* [Requirement]:
Search the records below for the string "will", and report each line that contains it.
[Opening Dataset entries section]
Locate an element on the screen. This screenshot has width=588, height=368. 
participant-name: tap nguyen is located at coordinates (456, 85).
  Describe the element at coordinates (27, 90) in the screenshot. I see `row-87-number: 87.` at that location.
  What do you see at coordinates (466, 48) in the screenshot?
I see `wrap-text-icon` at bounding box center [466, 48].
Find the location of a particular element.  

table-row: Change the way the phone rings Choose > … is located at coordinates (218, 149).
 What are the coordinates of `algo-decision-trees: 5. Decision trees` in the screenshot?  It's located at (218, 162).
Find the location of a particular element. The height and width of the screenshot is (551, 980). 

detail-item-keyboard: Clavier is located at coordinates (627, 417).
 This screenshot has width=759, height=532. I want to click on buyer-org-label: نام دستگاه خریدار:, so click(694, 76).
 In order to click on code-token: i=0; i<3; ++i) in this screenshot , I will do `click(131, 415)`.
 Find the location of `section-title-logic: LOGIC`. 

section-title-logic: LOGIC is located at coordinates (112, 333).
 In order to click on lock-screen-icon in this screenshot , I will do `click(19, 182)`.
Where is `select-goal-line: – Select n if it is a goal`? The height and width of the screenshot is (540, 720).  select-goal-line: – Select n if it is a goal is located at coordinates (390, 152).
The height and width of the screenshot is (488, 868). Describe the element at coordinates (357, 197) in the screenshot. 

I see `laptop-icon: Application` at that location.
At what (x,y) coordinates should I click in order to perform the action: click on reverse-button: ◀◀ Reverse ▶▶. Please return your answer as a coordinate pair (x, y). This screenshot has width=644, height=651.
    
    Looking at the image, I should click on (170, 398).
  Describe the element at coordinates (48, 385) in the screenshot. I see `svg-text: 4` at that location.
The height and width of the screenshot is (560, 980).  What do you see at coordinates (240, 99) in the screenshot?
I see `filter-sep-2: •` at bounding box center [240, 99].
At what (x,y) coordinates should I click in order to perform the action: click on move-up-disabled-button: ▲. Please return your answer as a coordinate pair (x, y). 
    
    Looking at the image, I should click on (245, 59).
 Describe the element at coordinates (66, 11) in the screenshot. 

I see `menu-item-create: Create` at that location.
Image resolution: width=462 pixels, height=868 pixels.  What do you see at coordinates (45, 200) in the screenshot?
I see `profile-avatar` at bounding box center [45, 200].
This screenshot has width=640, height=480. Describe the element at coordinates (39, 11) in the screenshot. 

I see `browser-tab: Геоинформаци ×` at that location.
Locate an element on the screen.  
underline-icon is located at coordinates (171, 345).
[Closing Dataset entries section]
* [Problem solution]:
 In order to click on code-token: i=0; i<3; ++i) in this screenshot , I will do `click(131, 415)`.
 In order to click on lock-screen-icon in this screenshot , I will do `click(19, 182)`.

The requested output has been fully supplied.